The WGA is demanding that NBC News continue to apply the guild’s collective bargaining agreement to “the company’s ‘new’ nonfiction production company.”

“We have not seen the filing yet, but based on what’s in press reports, we strongly refute what’s being alleged,” a spokesperson for NBC News told TheWrap. “We have, in writing, requested to meet several times with the WGA East, and they have not responded. We continue to welcome the opportunity to have a meaningful conversation with them.”

Peacock Productions had been unionized since 2016 but was replaced by NBC News Studios, which produces other nonfiction programming including documentaries and some scripted programs. In January, Peacock notified the WGAE that it would no longer employ writer-producers at Peacock, but the Guild now says it learned that several former Peacock employees, including some key leadership and other writer-producers that had previously unionized, would also be employed at NBC News Studios.
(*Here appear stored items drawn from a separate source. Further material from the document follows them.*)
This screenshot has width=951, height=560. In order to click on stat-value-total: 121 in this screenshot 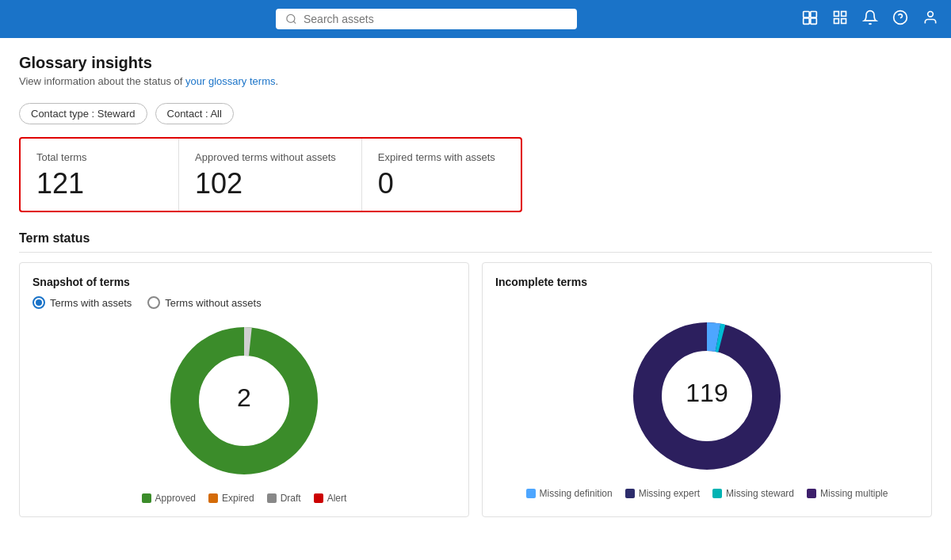, I will do `click(95, 184)`.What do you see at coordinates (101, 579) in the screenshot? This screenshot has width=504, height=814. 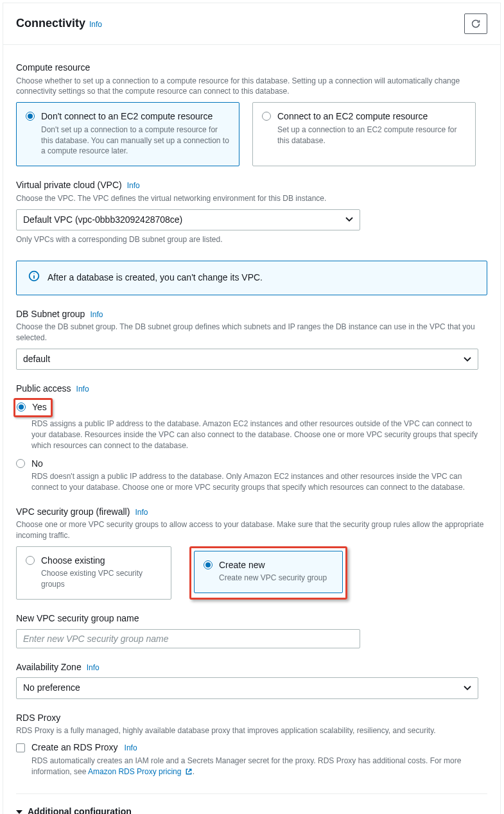 I see `option-desc: Choose existing VPC security groups` at bounding box center [101, 579].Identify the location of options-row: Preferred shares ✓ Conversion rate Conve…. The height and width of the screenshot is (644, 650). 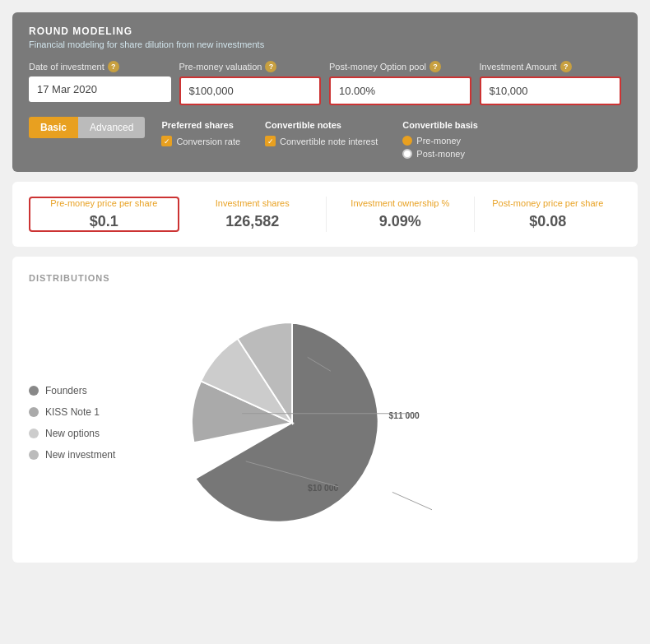
(319, 140).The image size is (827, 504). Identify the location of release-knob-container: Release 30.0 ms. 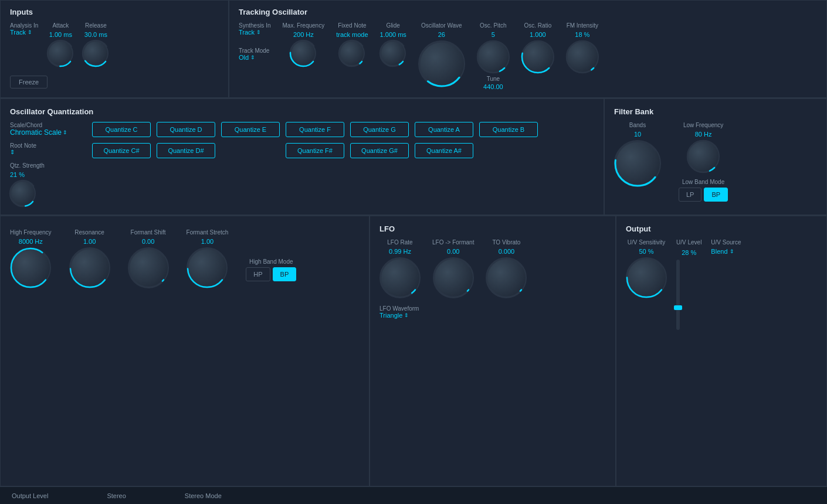
(96, 45).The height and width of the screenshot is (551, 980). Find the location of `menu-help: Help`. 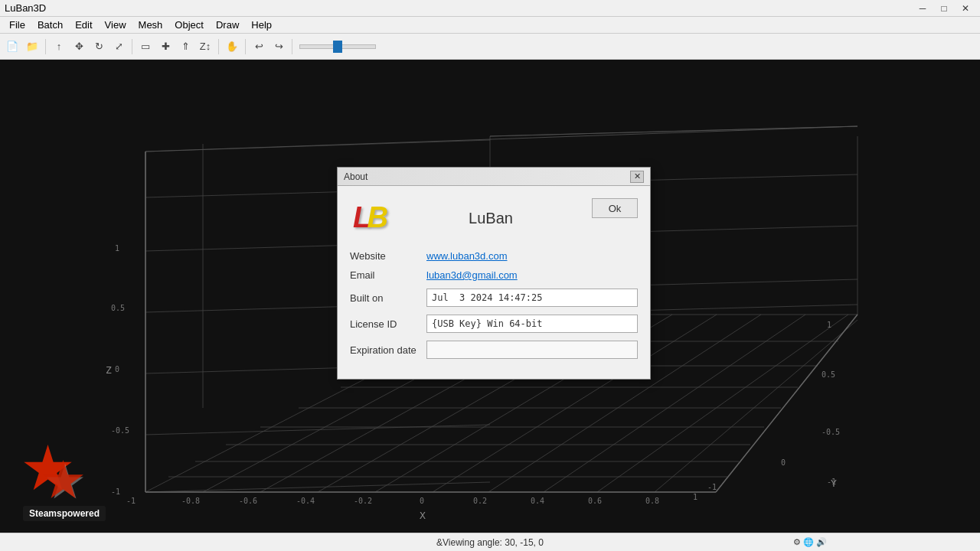

menu-help: Help is located at coordinates (262, 24).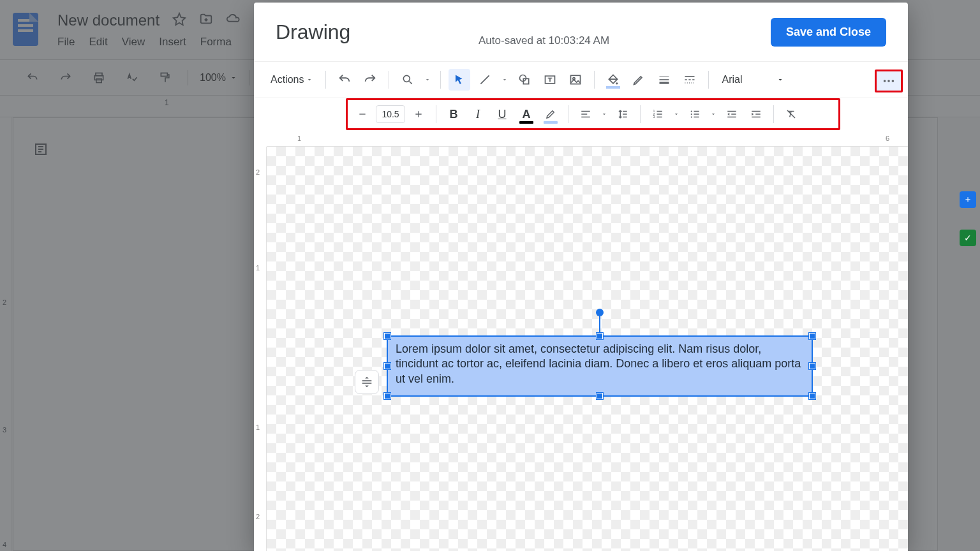 The height and width of the screenshot is (551, 980). I want to click on shape-tool, so click(524, 80). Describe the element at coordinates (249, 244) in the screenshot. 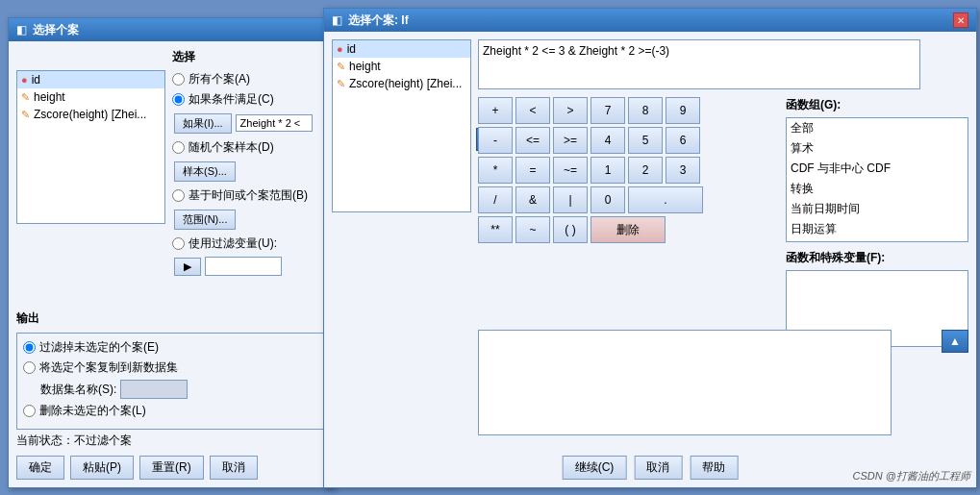

I see `radio-filter-row: 使用过滤变量(U):` at that location.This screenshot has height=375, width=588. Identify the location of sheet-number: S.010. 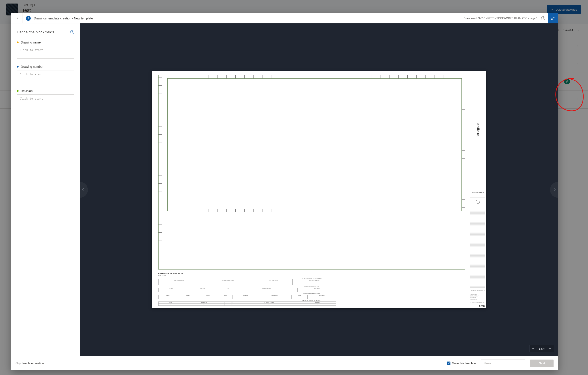
(478, 306).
The Guild now says that NBC News is continuing the work of Peacock Productions, but is using a different banner with the same employees but is refusing to apply the WGAE collective bargaining agreement to those employees.

“This cynical maneuver is intended to bust the union, to continue the company’s years-long effort to reject its employees’ decision to be part of the WGAE and to bargaining collectively on critical workplace issues. Freelance employees creating nonfiction programs must be covered by the WGAE collective bargaining agreement, which was the product of years of struggle by freelance writer-producers and which protects their interests and reflects real gains in employment terms and conditions,” Lowell Peterson, executive director of the Writers Guild of America, East, said in a statement.

“In response to what the Guild learned from last month’s ULP, the WGAE today filed another ULP against NBC at the NLRB. As that charge states, the Guild contract must be applied to the freelance producers and associate producers who are hired, and who will be hired in the future, to craft nonfiction programs at ‘NBC News Studios’ (or whatever new label the company might use to cover nonfiction television production),” the Guild continued in a statement. “That’s what the writer-producers struggled for so many years to achieve, and that’s what the law requires.”

The WGA East also launched a website to provide updates on the campaign for members.